Finlay stands beside me. “The dozens o’ weans scarred by the fuhrer’s mad sanctions.” I stare at him, nonplussed.

But then a conversation from long ago this morning drifts back to me: Arabella explaining her aunt changing the breakfast menu to howls of disapproval, because obviously that’s the most important thing going on in the world right now.

“You’re feeding the younger kids the stuff theyusedto get fed?” I blink down at the vast quantities of food. It’s not like they could just whip it up out of nowhere. “But then… where did all this come from?”

“The chefs,” Luke explains. “They prepare it for us to take up at night.”

I’m amazed. How could they have gotten away with this, hauling literal baskets of food up for the junior kids? “But what if Baxter finds out?”
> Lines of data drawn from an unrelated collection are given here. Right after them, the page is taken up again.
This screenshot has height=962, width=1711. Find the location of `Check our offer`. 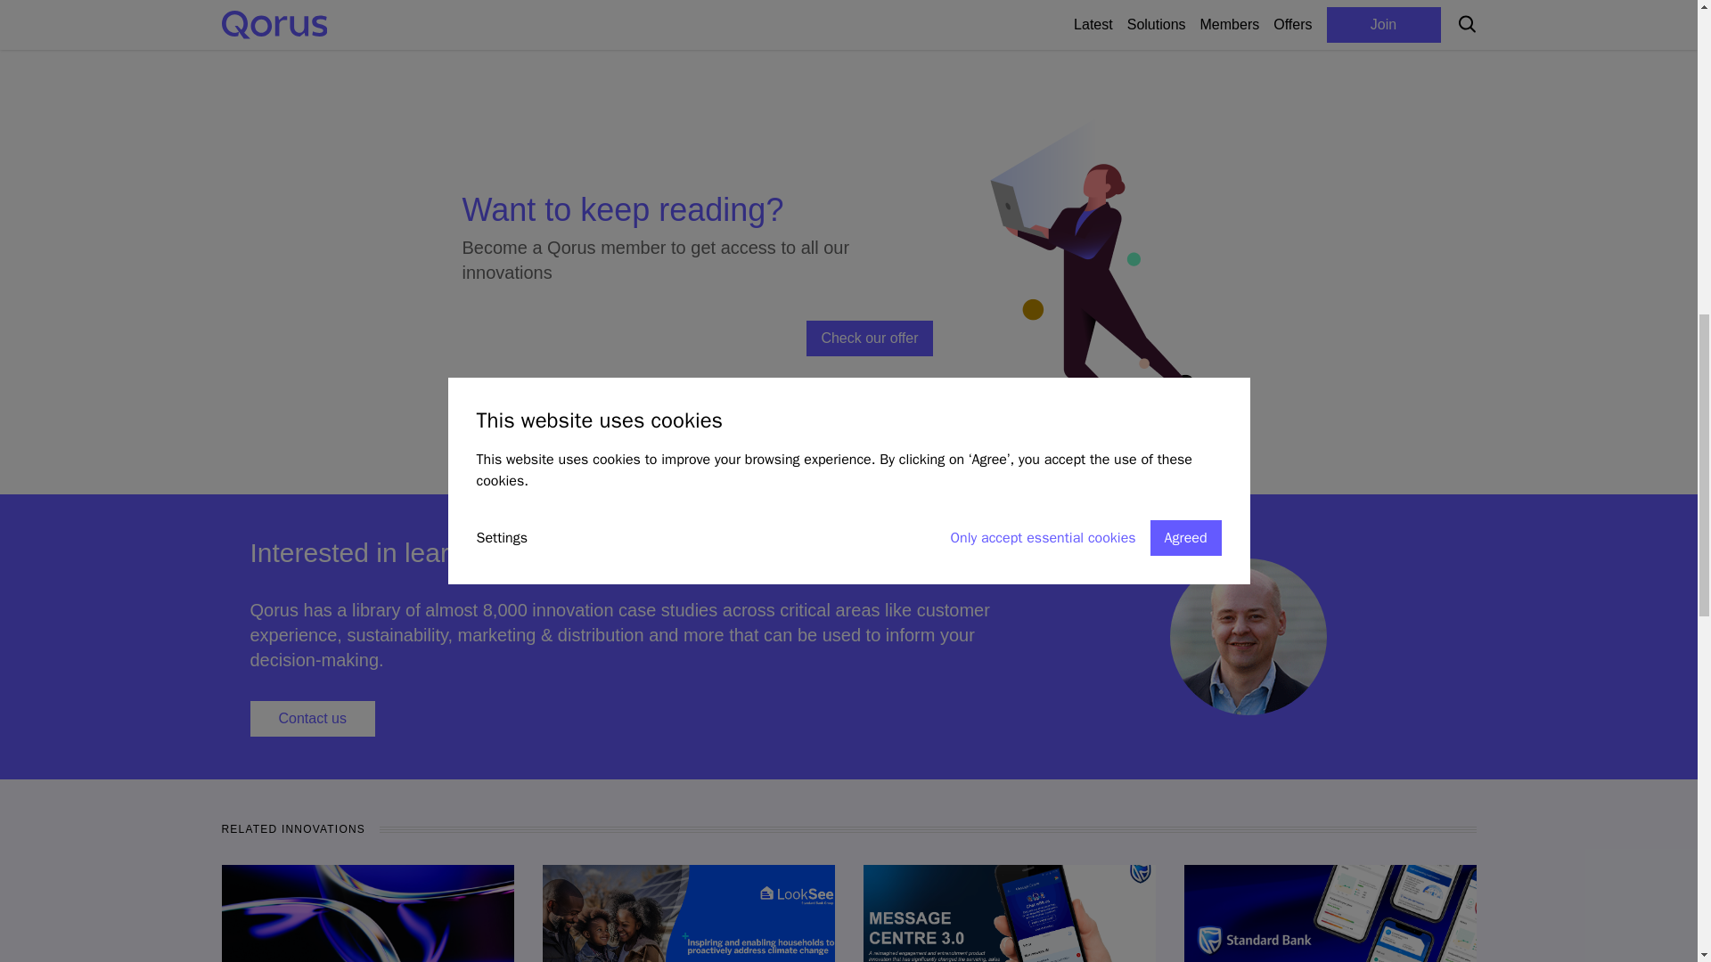

Check our offer is located at coordinates (869, 338).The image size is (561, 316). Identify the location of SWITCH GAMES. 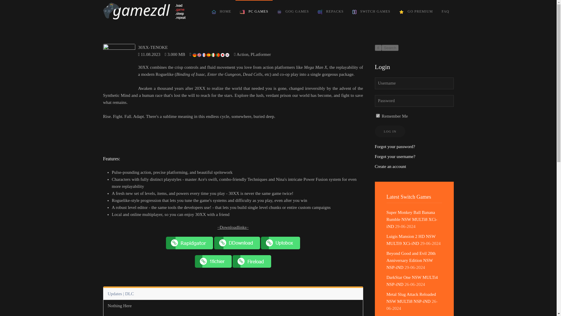
(371, 12).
Rory laughs, a bitter sound. “Baxter’s a hypocritical old boot. As long as itlookslike she’s doing something progressive, she doesn’t care about going back on her principles. She authorized this.”

“What?”

Rory’s smile stretches. “Baxterauthorizedthis. One complaint from my father and she was begging to do whatever he demanded.” His proud chin tilts up. “Most people are wise to follow his orders. He’s not a particularly forgiving man.”

Finlay fastens the baskets again. “Her idea o’ looking good is tae have kids starvin’ in her school. Does that sound like a principled woman tae ye?”

This doesn’t exactly sound right. Even I can hear it’s half a story, or at least a story manipulated for the trio in front of me to look good themselves. Part of me feels like I should defend her, but then I realize she’s the one that has me doing detention on my first day at a new school.

“Breakfast wasn’tthatbad,” I say, confused.

“Sassenach, you probably ate dirt for breakfast before coming here. Don’t start.” Luke’s tired tone is almost enough to distract me from the gentle way he calls mesassenach. “When you grow up eating the best, and then it is taken away from you…? That is the stuff of riots.”

“And your idea of rioting is having Rory’s dad blackmail the headteacher?”

Luke’s smile freezes on his face. “Do not speak to me about riots,sassenach. Not when you talk to the poster boy for people’s ideas of hope and glory.”

I stare into his deep, dark eyes, almost feeling like this is the same biting sarcasm from earlier. But it’s not. Luke genuinely believes himself some kind of beacon of hope for the British public.

Finlay picks up two of the baskets and passes one across to Luke. “It’s just business. Sometimes ye cannae be a saint when ye want somethin’ badly enough.”

“And you guysreallywant… pastries?” I frown at Finlay. “Besides, I thought you’d like having oatmeal every morning.”

Finlay gives me a baleful look. “Porridge. And I see, I’m just a stereotype tae ye.”

I flush. It’s not what I’d intended, but as the only guy in school insisting on wearing a kilt, he does kind of bring it on himself.

“It’s not just pastries,” he explains. “It’spromises. Come on,” he calls to the others. “We have hungry mouths to feed and the saint has a detention to nobly suffer through.”

Part of me is sad he called methe saintinstead ofour saint. There had been something nice about that word, theourword. But again, I’m exhausted and my brain might not be working correctly.

The guys begin to walk upstairs, carrying the heavy baskets of food in their arms. Muscles bunch together, bulging beneath their school shirts.

“Night,sassenach,” Rory says, surprising me. “I hope your second day will be better than your first.” I’m about to thank him for these unexpectedly kind words, but there’s a gleam in his cold gray eyes that makes me think he’s mocking me.

And I’m right. Because by the end of day two, I’m begging to return to the relative innocence of my first day.